Mistaken Parity

even numbers

This pic­ture was taken in the read­ing room of the Human­i­ties and Social Sci­ences branch of the New York Pub­lic Library (yes, the one with the lions). After request­ing a book, your book is given a num­ber. You go either to the north side if your book is odd, or the south side if your book is even, and it is brought up from the bowels.

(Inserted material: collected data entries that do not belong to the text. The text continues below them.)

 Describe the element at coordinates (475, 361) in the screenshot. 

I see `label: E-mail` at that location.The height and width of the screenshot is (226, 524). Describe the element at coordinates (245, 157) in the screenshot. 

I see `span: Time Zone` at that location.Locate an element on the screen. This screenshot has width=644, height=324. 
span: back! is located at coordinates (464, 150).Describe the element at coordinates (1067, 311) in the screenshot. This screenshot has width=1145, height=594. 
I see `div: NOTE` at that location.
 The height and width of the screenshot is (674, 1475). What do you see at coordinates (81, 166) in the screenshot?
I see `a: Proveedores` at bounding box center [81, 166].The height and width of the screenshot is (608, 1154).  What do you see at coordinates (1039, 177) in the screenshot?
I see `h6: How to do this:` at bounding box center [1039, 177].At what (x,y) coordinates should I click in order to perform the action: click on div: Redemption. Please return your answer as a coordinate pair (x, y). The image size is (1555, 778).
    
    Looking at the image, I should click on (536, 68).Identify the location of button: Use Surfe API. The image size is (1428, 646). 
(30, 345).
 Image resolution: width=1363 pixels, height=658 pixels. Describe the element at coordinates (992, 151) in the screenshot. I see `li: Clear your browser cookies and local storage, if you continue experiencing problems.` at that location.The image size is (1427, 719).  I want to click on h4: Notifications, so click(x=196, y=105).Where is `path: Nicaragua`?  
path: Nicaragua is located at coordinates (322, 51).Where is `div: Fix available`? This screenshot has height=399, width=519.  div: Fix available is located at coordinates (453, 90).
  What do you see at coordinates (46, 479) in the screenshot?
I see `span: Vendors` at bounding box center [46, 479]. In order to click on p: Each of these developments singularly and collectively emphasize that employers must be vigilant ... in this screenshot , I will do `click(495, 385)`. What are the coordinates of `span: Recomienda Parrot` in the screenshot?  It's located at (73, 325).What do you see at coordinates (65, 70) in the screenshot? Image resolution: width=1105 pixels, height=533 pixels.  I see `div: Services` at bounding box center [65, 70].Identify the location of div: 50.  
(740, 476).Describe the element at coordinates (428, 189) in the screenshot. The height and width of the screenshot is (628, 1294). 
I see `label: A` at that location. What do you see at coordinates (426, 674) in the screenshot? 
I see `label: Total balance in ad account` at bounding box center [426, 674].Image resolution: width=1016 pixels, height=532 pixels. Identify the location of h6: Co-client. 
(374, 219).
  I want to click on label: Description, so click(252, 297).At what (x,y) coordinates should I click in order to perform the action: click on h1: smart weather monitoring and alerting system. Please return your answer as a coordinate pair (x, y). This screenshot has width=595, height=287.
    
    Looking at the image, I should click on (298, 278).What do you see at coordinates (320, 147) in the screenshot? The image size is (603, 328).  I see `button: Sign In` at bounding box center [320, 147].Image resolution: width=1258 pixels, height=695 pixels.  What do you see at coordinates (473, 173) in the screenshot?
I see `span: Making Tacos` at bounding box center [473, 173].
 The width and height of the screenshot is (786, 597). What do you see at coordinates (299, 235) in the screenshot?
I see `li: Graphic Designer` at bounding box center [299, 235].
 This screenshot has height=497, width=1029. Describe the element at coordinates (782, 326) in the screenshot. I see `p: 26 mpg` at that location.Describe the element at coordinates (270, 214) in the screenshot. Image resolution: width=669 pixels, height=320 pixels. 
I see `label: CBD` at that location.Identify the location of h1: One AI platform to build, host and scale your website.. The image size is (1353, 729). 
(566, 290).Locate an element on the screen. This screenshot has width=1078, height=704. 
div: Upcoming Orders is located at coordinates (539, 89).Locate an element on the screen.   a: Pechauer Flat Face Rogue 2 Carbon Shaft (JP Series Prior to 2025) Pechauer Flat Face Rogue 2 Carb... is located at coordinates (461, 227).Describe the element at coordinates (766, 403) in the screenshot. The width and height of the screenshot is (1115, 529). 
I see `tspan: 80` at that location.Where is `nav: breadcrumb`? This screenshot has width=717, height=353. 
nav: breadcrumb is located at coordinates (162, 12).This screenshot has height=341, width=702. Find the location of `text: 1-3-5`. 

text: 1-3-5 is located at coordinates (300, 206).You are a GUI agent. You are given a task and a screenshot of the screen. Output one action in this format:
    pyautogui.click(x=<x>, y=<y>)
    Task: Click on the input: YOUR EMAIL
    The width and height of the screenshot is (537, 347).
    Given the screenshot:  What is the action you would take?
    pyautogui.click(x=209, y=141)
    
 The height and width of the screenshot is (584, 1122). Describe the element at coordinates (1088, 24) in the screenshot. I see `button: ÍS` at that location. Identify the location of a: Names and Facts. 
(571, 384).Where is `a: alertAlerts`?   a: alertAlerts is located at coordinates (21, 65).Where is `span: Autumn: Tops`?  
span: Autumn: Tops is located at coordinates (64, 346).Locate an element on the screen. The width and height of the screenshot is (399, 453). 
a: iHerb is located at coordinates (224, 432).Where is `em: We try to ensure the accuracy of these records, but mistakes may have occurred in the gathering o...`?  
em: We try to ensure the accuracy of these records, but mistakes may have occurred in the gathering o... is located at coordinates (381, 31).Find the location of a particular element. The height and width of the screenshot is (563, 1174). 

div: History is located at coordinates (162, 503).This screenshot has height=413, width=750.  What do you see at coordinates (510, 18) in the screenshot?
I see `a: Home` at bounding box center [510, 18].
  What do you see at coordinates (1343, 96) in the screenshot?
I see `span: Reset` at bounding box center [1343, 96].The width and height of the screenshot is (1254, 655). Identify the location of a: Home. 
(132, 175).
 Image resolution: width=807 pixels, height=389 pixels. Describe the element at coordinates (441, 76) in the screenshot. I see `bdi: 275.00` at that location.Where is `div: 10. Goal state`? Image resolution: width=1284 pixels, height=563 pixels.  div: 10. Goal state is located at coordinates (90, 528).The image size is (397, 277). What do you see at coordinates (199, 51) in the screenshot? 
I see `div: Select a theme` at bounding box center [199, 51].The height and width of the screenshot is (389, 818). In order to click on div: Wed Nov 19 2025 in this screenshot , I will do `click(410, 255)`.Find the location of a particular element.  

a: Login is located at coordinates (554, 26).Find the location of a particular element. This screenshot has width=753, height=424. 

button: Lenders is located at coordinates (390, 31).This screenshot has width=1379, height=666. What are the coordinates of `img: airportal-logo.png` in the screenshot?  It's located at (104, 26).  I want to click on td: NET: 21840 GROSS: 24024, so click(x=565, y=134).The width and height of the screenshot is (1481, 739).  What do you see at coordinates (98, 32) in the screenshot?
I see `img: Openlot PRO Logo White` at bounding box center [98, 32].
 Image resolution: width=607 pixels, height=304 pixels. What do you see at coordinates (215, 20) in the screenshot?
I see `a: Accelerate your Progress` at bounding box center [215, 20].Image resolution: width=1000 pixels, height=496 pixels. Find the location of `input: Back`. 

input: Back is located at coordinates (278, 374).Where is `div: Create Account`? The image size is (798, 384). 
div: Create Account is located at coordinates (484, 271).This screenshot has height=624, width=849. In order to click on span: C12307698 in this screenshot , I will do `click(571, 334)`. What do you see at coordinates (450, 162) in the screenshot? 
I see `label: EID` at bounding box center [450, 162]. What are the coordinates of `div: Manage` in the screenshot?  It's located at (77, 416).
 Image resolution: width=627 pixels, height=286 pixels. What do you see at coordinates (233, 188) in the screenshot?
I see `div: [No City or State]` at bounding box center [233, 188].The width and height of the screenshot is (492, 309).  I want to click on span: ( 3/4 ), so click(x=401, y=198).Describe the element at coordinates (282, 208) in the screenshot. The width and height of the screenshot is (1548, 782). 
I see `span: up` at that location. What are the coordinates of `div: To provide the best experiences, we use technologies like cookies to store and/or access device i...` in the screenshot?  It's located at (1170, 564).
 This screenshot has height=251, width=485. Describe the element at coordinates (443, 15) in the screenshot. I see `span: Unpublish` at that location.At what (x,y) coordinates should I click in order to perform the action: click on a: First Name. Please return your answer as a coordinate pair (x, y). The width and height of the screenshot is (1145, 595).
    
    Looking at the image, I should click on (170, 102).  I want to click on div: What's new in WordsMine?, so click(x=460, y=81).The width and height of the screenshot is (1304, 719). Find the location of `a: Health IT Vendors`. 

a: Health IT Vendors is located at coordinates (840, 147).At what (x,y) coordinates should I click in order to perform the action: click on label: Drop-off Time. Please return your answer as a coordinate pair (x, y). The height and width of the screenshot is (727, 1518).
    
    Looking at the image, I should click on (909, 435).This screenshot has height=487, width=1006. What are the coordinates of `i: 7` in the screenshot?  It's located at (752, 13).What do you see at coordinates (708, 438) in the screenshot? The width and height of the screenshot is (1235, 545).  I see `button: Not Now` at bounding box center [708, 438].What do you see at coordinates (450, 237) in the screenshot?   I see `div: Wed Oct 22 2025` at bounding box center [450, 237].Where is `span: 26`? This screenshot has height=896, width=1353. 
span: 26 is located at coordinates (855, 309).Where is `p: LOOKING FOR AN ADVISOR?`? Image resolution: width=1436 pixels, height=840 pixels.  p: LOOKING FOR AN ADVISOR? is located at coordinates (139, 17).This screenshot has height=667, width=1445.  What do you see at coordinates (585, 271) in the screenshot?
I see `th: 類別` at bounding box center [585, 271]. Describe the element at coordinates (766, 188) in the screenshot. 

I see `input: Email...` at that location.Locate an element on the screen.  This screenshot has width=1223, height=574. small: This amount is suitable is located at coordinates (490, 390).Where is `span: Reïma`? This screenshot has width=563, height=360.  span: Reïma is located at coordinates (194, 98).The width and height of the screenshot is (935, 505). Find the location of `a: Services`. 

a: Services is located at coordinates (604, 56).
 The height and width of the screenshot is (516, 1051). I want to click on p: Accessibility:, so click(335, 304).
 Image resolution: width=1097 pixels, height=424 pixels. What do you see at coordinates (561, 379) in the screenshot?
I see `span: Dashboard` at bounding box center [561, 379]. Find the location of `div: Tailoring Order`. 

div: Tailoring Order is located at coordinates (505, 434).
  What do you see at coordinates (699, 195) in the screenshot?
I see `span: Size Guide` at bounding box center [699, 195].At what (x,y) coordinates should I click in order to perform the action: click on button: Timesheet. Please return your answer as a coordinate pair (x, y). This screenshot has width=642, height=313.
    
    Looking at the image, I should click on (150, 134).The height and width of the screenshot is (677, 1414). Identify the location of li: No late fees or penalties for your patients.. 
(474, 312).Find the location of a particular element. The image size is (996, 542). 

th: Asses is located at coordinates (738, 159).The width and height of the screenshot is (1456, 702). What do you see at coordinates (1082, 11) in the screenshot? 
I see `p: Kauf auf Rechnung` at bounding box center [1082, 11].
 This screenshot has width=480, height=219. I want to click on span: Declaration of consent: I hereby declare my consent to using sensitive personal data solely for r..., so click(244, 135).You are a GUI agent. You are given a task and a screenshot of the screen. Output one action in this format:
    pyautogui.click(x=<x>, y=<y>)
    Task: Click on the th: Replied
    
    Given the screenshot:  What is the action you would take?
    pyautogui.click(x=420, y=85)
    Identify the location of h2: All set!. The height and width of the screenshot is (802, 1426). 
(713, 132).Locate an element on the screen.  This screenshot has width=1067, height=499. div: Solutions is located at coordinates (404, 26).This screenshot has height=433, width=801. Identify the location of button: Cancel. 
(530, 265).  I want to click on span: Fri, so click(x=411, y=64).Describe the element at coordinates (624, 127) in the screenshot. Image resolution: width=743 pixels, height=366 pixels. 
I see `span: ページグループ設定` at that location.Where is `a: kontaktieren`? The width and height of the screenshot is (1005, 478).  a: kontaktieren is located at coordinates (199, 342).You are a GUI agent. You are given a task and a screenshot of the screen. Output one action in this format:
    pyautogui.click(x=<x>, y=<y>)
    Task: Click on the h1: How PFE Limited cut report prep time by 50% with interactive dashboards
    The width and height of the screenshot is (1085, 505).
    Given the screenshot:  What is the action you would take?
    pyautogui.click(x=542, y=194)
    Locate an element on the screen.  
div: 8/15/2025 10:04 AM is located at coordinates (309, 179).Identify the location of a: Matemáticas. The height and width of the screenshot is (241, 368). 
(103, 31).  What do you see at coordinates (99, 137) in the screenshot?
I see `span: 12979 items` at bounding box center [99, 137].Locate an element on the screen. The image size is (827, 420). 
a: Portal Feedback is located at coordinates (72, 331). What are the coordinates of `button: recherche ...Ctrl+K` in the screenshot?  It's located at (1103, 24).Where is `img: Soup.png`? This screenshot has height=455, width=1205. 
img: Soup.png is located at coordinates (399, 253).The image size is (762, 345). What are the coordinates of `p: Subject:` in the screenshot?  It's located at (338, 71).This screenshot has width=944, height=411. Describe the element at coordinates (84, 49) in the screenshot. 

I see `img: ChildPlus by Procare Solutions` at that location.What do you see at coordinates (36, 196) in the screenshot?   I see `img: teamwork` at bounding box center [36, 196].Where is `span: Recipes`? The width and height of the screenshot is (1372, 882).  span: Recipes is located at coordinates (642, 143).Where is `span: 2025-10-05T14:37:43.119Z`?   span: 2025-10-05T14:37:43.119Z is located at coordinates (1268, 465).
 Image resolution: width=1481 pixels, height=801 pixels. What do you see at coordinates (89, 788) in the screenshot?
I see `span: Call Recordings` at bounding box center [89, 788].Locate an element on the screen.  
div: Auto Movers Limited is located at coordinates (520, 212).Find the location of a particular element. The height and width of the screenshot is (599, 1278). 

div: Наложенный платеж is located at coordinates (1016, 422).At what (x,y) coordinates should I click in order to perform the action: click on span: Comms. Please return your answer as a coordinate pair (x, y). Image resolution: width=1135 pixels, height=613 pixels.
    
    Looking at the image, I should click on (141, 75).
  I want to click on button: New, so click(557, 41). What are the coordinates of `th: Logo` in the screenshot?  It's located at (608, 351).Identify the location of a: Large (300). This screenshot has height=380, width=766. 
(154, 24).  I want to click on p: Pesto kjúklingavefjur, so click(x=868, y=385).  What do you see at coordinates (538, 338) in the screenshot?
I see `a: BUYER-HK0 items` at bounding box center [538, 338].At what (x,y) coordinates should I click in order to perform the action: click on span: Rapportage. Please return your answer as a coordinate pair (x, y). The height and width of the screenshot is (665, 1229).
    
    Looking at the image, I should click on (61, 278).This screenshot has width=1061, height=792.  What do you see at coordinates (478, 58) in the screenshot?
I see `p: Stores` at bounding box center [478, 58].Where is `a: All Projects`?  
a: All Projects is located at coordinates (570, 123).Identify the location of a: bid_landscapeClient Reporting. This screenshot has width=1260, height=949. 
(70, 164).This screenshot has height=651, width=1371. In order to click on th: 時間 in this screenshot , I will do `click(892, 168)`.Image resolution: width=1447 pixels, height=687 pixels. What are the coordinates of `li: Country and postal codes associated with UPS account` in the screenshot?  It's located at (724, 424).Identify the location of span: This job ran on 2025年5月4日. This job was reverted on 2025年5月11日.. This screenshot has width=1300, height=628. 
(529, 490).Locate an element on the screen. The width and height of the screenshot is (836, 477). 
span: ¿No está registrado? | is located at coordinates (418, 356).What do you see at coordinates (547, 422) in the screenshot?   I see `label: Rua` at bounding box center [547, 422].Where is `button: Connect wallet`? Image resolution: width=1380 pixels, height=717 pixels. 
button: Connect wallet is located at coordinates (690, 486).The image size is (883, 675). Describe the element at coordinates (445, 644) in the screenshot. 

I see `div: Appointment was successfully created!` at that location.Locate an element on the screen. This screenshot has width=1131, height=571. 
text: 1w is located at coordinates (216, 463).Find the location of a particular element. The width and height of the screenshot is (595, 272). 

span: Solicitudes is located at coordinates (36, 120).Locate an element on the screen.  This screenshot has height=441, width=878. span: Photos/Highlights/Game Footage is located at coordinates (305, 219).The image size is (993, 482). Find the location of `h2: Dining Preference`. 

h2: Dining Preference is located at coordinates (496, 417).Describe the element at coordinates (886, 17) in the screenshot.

While I was at the library, I found a great James Lock­hart quote:

Each side was able to oper­ate for cen­turies after the first con­tact on an ulti­mately false but in prac­tice work­able pre­sump­tion that anal­o­gous con­cepts of the other side were essen­tially iden­ti­cal with its own, thus avoid­ing close exam­i­na­tion of the unfa­mil­iar and main­tain­ing its own prin­ci­ples. The truce obtained under this par­tial mis­con­cep­tion allowed for long peri­ods of preser­va­tion of indige­nous struc­tures of all kinds while inter cul­tural fer­ment went on grad­u­ally attain­ing the level of con­scious­ness. I have called the phe­nom­e­non the process of “Dou­ble Mis­taken Identity.”

He is refer­ring to the rela­tion­ship between the Nahua and the Span­ish in con­quest era New Spain (aka Mex­ico), and is quoted by Wyatt Mac­Gaffey in an arti­cle on the rela­tion­ship between Por­tu­gal and the Kongo in the 15th cen­tury, Dia­logues of the Deaf: Euro­peans on the Atlantic Coast of Africa.